Andy Graydon | The Great Refractor
Abstract
The Great Refractor, a collaboration between Andy Graydon and the Irish poet and neuroscientist Laurence O’Dwyer, charts the undulating terrain of our attempts to understand the world through both scientific and poetic inquiries. The film contrasts histories of mapping, visualizing and territorializing with contemporary practices centered on sounding, listening and collective resonation. The film proposes a challenge to what the Enlightenment truly may be said to have enlightened, and what voices went silent in the force of that glare. Through a chorus of voices, stories and practices, the project prods at the sensitive and uncertain interface between outer and inner worlds, exploring regions of doubt where an often inscrutable reality meets the echo chambers of human knowledge. Along the way, the work seeks out possible transformations and decolonizations of our processes of interpreting and sharing the world.

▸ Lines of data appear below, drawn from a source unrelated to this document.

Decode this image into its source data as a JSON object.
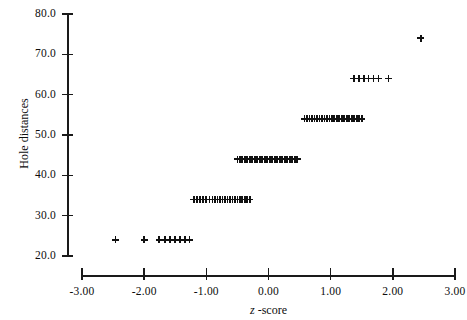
{
  "chart_data": {
    "type": "scatter",
    "title": "",
    "xlabel": "z -score",
    "ylabel": "Hole distances",
    "xlim": [
      -3.0,
      3.0
    ],
    "ylim": [
      20.0,
      80.0
    ],
    "grid": false,
    "legend": null,
    "xticks": [
      -3.0,
      -2.0,
      -1.0,
      0.0,
      1.0,
      2.0,
      3.0
    ],
    "xticklabels": [
      "-3.00",
      "-2.00",
      "-1.00",
      "0.00",
      "1.00",
      "2.00",
      "3.00"
    ],
    "yticks": [
      20.0,
      30.0,
      40.0,
      50.0,
      60.0,
      70.0,
      80.0
    ],
    "yticklabels": [
      "20.0",
      "30.0",
      "40.0",
      "50.0",
      "60.0",
      "70.0",
      "80.0"
    ],
    "marker": "plus",
    "marker_color": "#111111",
    "series": [
      {
        "name": "hole distances vs z-score",
        "points": [
          [
            -2.46,
            24.0
          ],
          [
            -2.0,
            24.0
          ],
          [
            -1.76,
            24.0
          ],
          [
            -1.67,
            24.0
          ],
          [
            -1.58,
            24.0
          ],
          [
            -1.5,
            24.0
          ],
          [
            -1.42,
            24.0
          ],
          [
            -1.34,
            24.0
          ],
          [
            -1.27,
            24.0
          ],
          [
            -1.2,
            34.0
          ],
          [
            -1.15,
            34.0
          ],
          [
            -1.1,
            34.0
          ],
          [
            -1.05,
            34.0
          ],
          [
            -1.0,
            34.0
          ],
          [
            -0.95,
            34.0
          ],
          [
            -0.9,
            34.0
          ],
          [
            -0.86,
            34.0
          ],
          [
            -0.82,
            34.0
          ],
          [
            -0.78,
            34.0
          ],
          [
            -0.74,
            34.0
          ],
          [
            -0.7,
            34.0
          ],
          [
            -0.66,
            34.0
          ],
          [
            -0.62,
            34.0
          ],
          [
            -0.58,
            34.0
          ],
          [
            -0.54,
            34.0
          ],
          [
            -0.5,
            34.0
          ],
          [
            -0.46,
            34.0
          ],
          [
            -0.42,
            34.0
          ],
          [
            -0.38,
            34.0
          ],
          [
            -0.34,
            34.0
          ],
          [
            -0.3,
            34.0
          ],
          [
            -0.5,
            44.0
          ],
          [
            -0.46,
            44.0
          ],
          [
            -0.42,
            44.0
          ],
          [
            -0.38,
            44.0
          ],
          [
            -0.34,
            44.0
          ],
          [
            -0.3,
            44.0
          ],
          [
            -0.26,
            44.0
          ],
          [
            -0.22,
            44.0
          ],
          [
            -0.18,
            44.0
          ],
          [
            -0.14,
            44.0
          ],
          [
            -0.1,
            44.0
          ],
          [
            -0.06,
            44.0
          ],
          [
            -0.02,
            44.0
          ],
          [
            0.02,
            44.0
          ],
          [
            0.06,
            44.0
          ],
          [
            0.1,
            44.0
          ],
          [
            0.14,
            44.0
          ],
          [
            0.18,
            44.0
          ],
          [
            0.22,
            44.0
          ],
          [
            0.26,
            44.0
          ],
          [
            0.3,
            44.0
          ],
          [
            0.34,
            44.0
          ],
          [
            0.38,
            44.0
          ],
          [
            0.42,
            44.0
          ],
          [
            0.46,
            44.0
          ],
          [
            0.58,
            54.0
          ],
          [
            0.62,
            54.0
          ],
          [
            0.66,
            54.0
          ],
          [
            0.7,
            54.0
          ],
          [
            0.74,
            54.0
          ],
          [
            0.78,
            54.0
          ],
          [
            0.82,
            54.0
          ],
          [
            0.86,
            54.0
          ],
          [
            0.9,
            54.0
          ],
          [
            0.94,
            54.0
          ],
          [
            0.98,
            54.0
          ],
          [
            1.02,
            54.0
          ],
          [
            1.06,
            54.0
          ],
          [
            1.1,
            54.0
          ],
          [
            1.14,
            54.0
          ],
          [
            1.18,
            54.0
          ],
          [
            1.22,
            54.0
          ],
          [
            1.26,
            54.0
          ],
          [
            1.3,
            54.0
          ],
          [
            1.34,
            54.0
          ],
          [
            1.38,
            54.0
          ],
          [
            1.42,
            54.0
          ],
          [
            1.46,
            54.0
          ],
          [
            1.5,
            54.0
          ],
          [
            1.37,
            64.0
          ],
          [
            1.45,
            64.0
          ],
          [
            1.53,
            64.0
          ],
          [
            1.61,
            64.0
          ],
          [
            1.69,
            64.0
          ],
          [
            1.77,
            64.0
          ],
          [
            1.93,
            64.0
          ],
          [
            2.45,
            74.0
          ]
        ]
      }
    ]
  },
  "axes": {
    "y_title": "Hole distances",
    "x_title_symbol": "z",
    "x_title_rest": " -score"
  }
}
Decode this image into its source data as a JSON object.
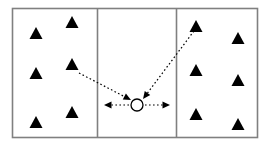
{
  "diagram": {
    "canvas": {
      "width": 270,
      "height": 147,
      "background": "#ffffff"
    },
    "frame": {
      "name": "outer-rectangle",
      "x": 12.5,
      "y": 8.5,
      "width": 245,
      "height": 129,
      "stroke": "#808080",
      "stroke_width": 1.6,
      "fill": "#ffffff"
    },
    "dividers": [
      {
        "name": "left-divider",
        "x": 97.5,
        "y1": 8.5,
        "y2": 137.5,
        "stroke": "#808080",
        "stroke_width": 1.6
      },
      {
        "name": "right-divider",
        "x": 176.5,
        "y1": 8.5,
        "y2": 137.5,
        "stroke": "#808080",
        "stroke_width": 1.6
      }
    ],
    "panels": [
      {
        "name": "left-panel",
        "label": "left zone",
        "x": 12.5,
        "width": 85
      },
      {
        "name": "middle-panel",
        "label": "middle zone",
        "x": 97.5,
        "width": 79
      },
      {
        "name": "right-panel",
        "label": "right zone",
        "x": 176.5,
        "width": 81
      }
    ],
    "triangle": {
      "fill": "#000000",
      "half_width": 6.5,
      "height": 12
    },
    "triangles": [
      {
        "name": "triangle-left-1",
        "panel": "left",
        "cx": 36,
        "cy": 39
      },
      {
        "name": "triangle-left-2",
        "panel": "left",
        "cx": 72,
        "cy": 28
      },
      {
        "name": "triangle-left-3",
        "panel": "left",
        "cx": 36,
        "cy": 79
      },
      {
        "name": "triangle-left-4",
        "panel": "left",
        "cx": 72,
        "cy": 70
      },
      {
        "name": "triangle-left-5",
        "panel": "left",
        "cx": 36,
        "cy": 128
      },
      {
        "name": "triangle-left-6",
        "panel": "left",
        "cx": 72,
        "cy": 118
      },
      {
        "name": "triangle-right-1",
        "panel": "right",
        "cx": 196,
        "cy": 32
      },
      {
        "name": "triangle-right-2",
        "panel": "right",
        "cx": 238,
        "cy": 44
      },
      {
        "name": "triangle-right-3",
        "panel": "right",
        "cx": 196,
        "cy": 76
      },
      {
        "name": "triangle-right-4",
        "panel": "right",
        "cx": 238,
        "cy": 86
      },
      {
        "name": "triangle-right-5",
        "panel": "right",
        "cx": 196,
        "cy": 120
      },
      {
        "name": "triangle-right-6",
        "panel": "right",
        "cx": 238,
        "cy": 130
      }
    ],
    "node": {
      "name": "center-node",
      "shape": "circle",
      "cx": 137,
      "cy": 105,
      "r": 6,
      "fill": "#ffffff",
      "stroke": "#000000",
      "stroke_width": 1.3
    },
    "arrows": [
      {
        "name": "arrow-left-horizontal",
        "direction": "left",
        "style": "dotted",
        "x1": 129,
        "y1": 105,
        "x2": 104,
        "y2": 105,
        "stroke": "#000000",
        "stroke_width": 1.2,
        "dash": "1.6 2.4"
      },
      {
        "name": "arrow-right-horizontal",
        "direction": "right",
        "style": "dotted",
        "x1": 145,
        "y1": 105,
        "x2": 170,
        "y2": 105,
        "stroke": "#000000",
        "stroke_width": 1.2,
        "dash": "1.6 2.4"
      },
      {
        "name": "arrow-from-left-triangle",
        "direction": "down-right-into-node",
        "style": "dotted",
        "x1": 79,
        "y1": 73,
        "x2": 131,
        "y2": 100,
        "stroke": "#000000",
        "stroke_width": 1.2,
        "dash": "1.6 2.4"
      },
      {
        "name": "arrow-from-right-triangle",
        "direction": "down-left-into-node",
        "style": "dotted",
        "x1": 194,
        "y1": 31,
        "x2": 143,
        "y2": 99,
        "stroke": "#000000",
        "stroke_width": 1.2,
        "dash": "1.6 2.4"
      }
    ],
    "arrowhead": {
      "length": 7.5,
      "half_width": 3.4,
      "fill": "#000000"
    }
  }
}
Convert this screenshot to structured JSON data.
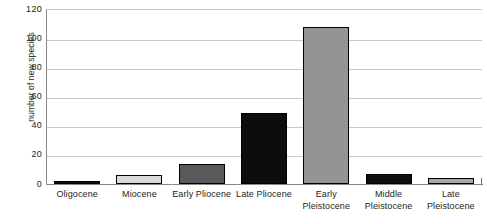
{
  "chart_data": {
    "type": "bar",
    "title": "",
    "subtitle": "",
    "xlabel": "",
    "ylabel": "number of new species",
    "ylim": [
      0,
      120
    ],
    "ytick_values": [
      0,
      20,
      40,
      60,
      80,
      100,
      120
    ],
    "ytick_labels": [
      "0",
      "20",
      "40",
      "60",
      "80",
      "100",
      "120"
    ],
    "grid": true,
    "legend": "none",
    "categories": [
      "Oligocene",
      "Miocene",
      "Early Pliocene",
      "Late Pliocene",
      "Early Pleistocene",
      "Middle Pleistocene",
      "Late Pleistocene"
    ],
    "category_lines": [
      [
        "Oligocene"
      ],
      [
        "Miocene"
      ],
      [
        "Early Pliocene"
      ],
      [
        "Late Pliocene"
      ],
      [
        "Early",
        "Pleistocene"
      ],
      [
        "Middle",
        "Pleistocene"
      ],
      [
        "Late",
        "Pleistocene"
      ]
    ],
    "values": [
      2,
      6,
      14,
      49,
      108,
      7,
      4
    ],
    "bar_colors": [
      "#0d0d0d",
      "#d9d9d9",
      "#595959",
      "#0d0d0d",
      "#949494",
      "#0d0d0d",
      "#a6a6a6"
    ],
    "bar_border_color": "#000000",
    "gridline_color": "#c9c9c9",
    "axis_color": "#8a8a8a",
    "text_color": "#231f20",
    "background": "#ffffff"
  }
}
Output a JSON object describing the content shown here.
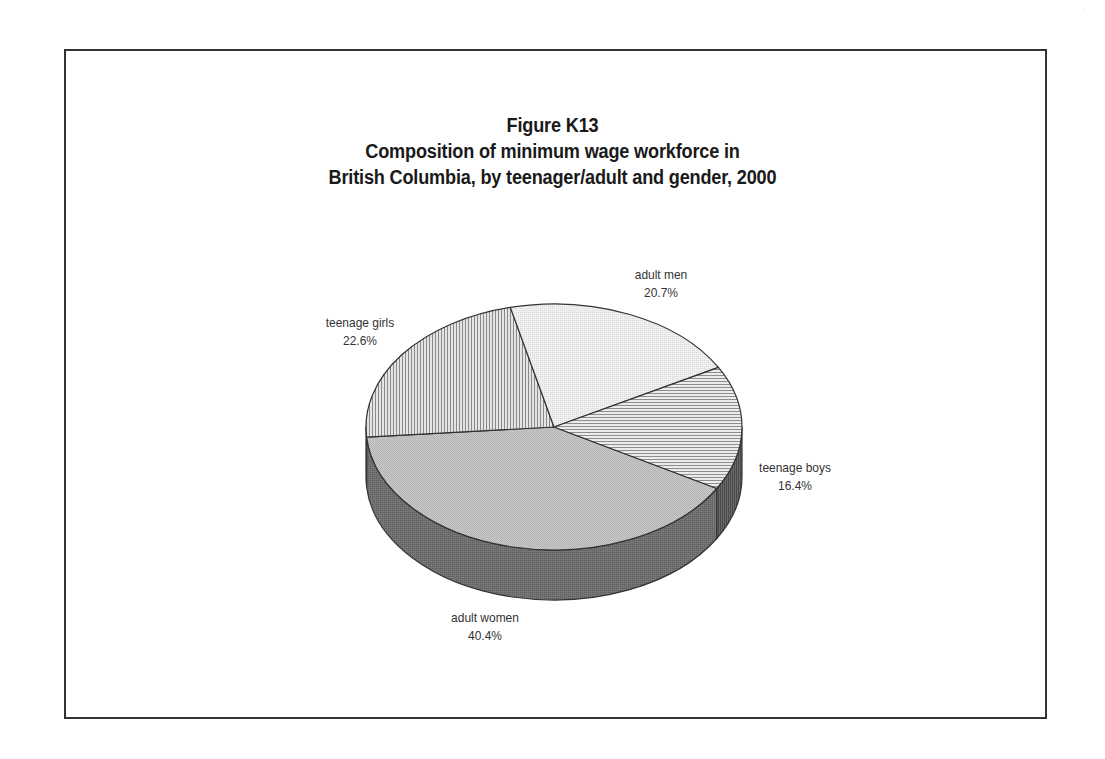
{
  "figure": {
    "title_lines": [
      "Figure K13",
      "Composition of minimum wage workforce in",
      "British Columbia, by teenager/adult and gender, 2000"
    ]
  },
  "chart_data": {
    "type": "pie",
    "style": "3d",
    "categories": [
      "adult women",
      "teenage girls",
      "adult men",
      "teenage boys"
    ],
    "values": [
      40.4,
      22.6,
      20.7,
      16.4
    ],
    "unit": "%",
    "slices": [
      {
        "label": "adult women",
        "value": 40.4,
        "display": "40.4%",
        "fill": "#c4c4c4",
        "side": "#6e6e6e",
        "pattern": "stipple"
      },
      {
        "label": "teenage girls",
        "value": 22.6,
        "display": "22.6%",
        "fill": "#d6d6d6",
        "side": "#6e6e6e",
        "pattern": "vertical-lines"
      },
      {
        "label": "adult men",
        "value": 20.7,
        "display": "20.7%",
        "fill": "#ececec",
        "side": "#6e6e6e",
        "pattern": "light-stipple"
      },
      {
        "label": "teenage boys",
        "value": 16.4,
        "display": "16.4%",
        "fill": "#e2e2e2",
        "side": "#5e5e5e",
        "pattern": "horizontal-lines"
      }
    ],
    "start_angle_deg": 30,
    "legend": "none (direct slice labels)",
    "grid": false
  },
  "labels": {
    "adult_women": {
      "name": "adult women",
      "pct": "40.4%"
    },
    "teenage_girls": {
      "name": "teenage girls",
      "pct": "22.6%"
    },
    "adult_men": {
      "name": "adult men",
      "pct": "20.7%"
    },
    "teenage_boys": {
      "name": "teenage boys",
      "pct": "16.4%"
    }
  },
  "colors": {
    "border": "#333333",
    "outline": "#333333",
    "text": "#222222"
  }
}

The film presents a series of solitary figures engaged in their work: each person, whether an astrophysicist, an artist, a translator or a weather station engineer, is engrossed in their unique process of observation and exploration. Participants were asked to mimic with their voices the sounds of their own sonified observations, from underwater hydrophone recordings to black hole gravitation waves. All the sound in the video was made from these vocal recordings. As the work progresses, the participants vocalizations reach beyond language to become a collective music of utterances, noises and breath. Participants include astronomer Kirill Maslenniko at the Pulkovo Observatory in St. Petersburg, Russia; fiber artist Chenta Laury in the palm forest of the W.S. Merwin Conservancy in Hawai’i; Eden Girma, an astrophysicist and jazz vocalist; and Nicole L’Huillier, an experimental musical instrument inventor, working in the Atacama desert in Chile.
Bio
Andy Graydon is an artist and filmmaker originally from Maui, Hawai’i. His work is concerned with natural and social ecologies, and with sound and listening as creative practices. Recent projects have focused on island ecologies and the imaginal and narrative forms employed by the natural sciences. His projects frequently engage structures of music such as the ensemble, the score, improvisation and variation, and techniques of the voice. Often ephemeral in nature, Graydon’s work combines minimal physical materials with elements that are absent, fictional, or imaginary.